Dimension scores are derived from public data and fields; weighted into the composite. Reference only.
Clean Energy Atlas is an interactive map and project database for clean energy infrastructure worldwide. The page states that it covers 2,091 projects, 10 layers, and 126+ countries, with a focus on wind, solar, hydro, geothermal, nuclear, hydrogen, energy storage, data centers, as well as transmission lines, substations, and proposed project pipelines. For energy-industry intelligence, market-map content planning, and competitor/project research under the marketing/SEO category, it is more of a vertical data visualization tool than a traditional SEO tool.
Its core features include layer toggles, project search, country summaries, project details, side-by-side comparison of up to 3 projects, and CSV, JSON, TXT, and PDF exports. The project pipeline covers the United States, the United Kingdom, Australia, Canada, Germany, India, China, and more, and references CAISO, ERCOT, SPP, and ISONE queues. It includes 461 proposed projects totaling 305GW and is refreshed monthly. The energy layers are reasonably well segmented, including 507 wind farms, 514 solar projects, 307 transmission lines, and 205 substations. However, the page does not explain data sources, licensing, or validation processes, so users still need to assess data reliability on their own.
The crawled content does not disclose any pricing plans, subscription fees, enterprise licensing, or free trial information, nor does it show payment methods. For support, only the contact email [email protected] and a downloadable user guide PDF are shown; there is no API documentation, SLA, live chat, or explanation of enterprise support tiers. Therefore, if it will be used for business decisions or long-term data subscriptions, it is advisable to email the provider first to confirm data licensing, update frequency, and service commitments.

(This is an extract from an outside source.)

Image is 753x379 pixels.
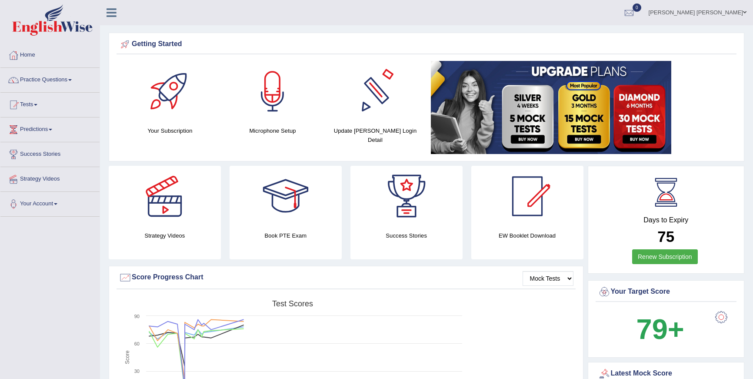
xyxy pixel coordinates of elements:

Its strengths are intuitive map interaction, broad coverage of energy types, support for filtering by pipeline stage, and multi-format exports. It is suitable for energy investment research, project development, policy research, content marketing topic selection, and building industry databases. Its drawbacks are the lack of transparency around pricing and data sources, a database that still feels relatively lightweight from a global perspective, and no clearly stated API, BI, or CRM integration capabilities.
Access status from mainland China cannot be determined from the text alone, so it is marked as unknown; payment methods are also not disclosed. If access or compliance is restricted, energy research teams can consider using public grid/energy regulator data, national ISO queues, IRENA/IEA public resources, or local energy databases as supplementary alternatives.
⚠ This review is compiled from public sources and does not constitute a purchase recommendation. Verify all facts on the vendor's official site. Verify on cleanenergyatlas.com official site.
cleanenergyatlas.com is an Unknown Marketing & SEO provider. TG4G tracks its product information, an overall rating of 7.0/10, and a China-accessibility score of China direct-connect friendly. Click "Visit Official Site" to reach cleanenergyatlas.com directly.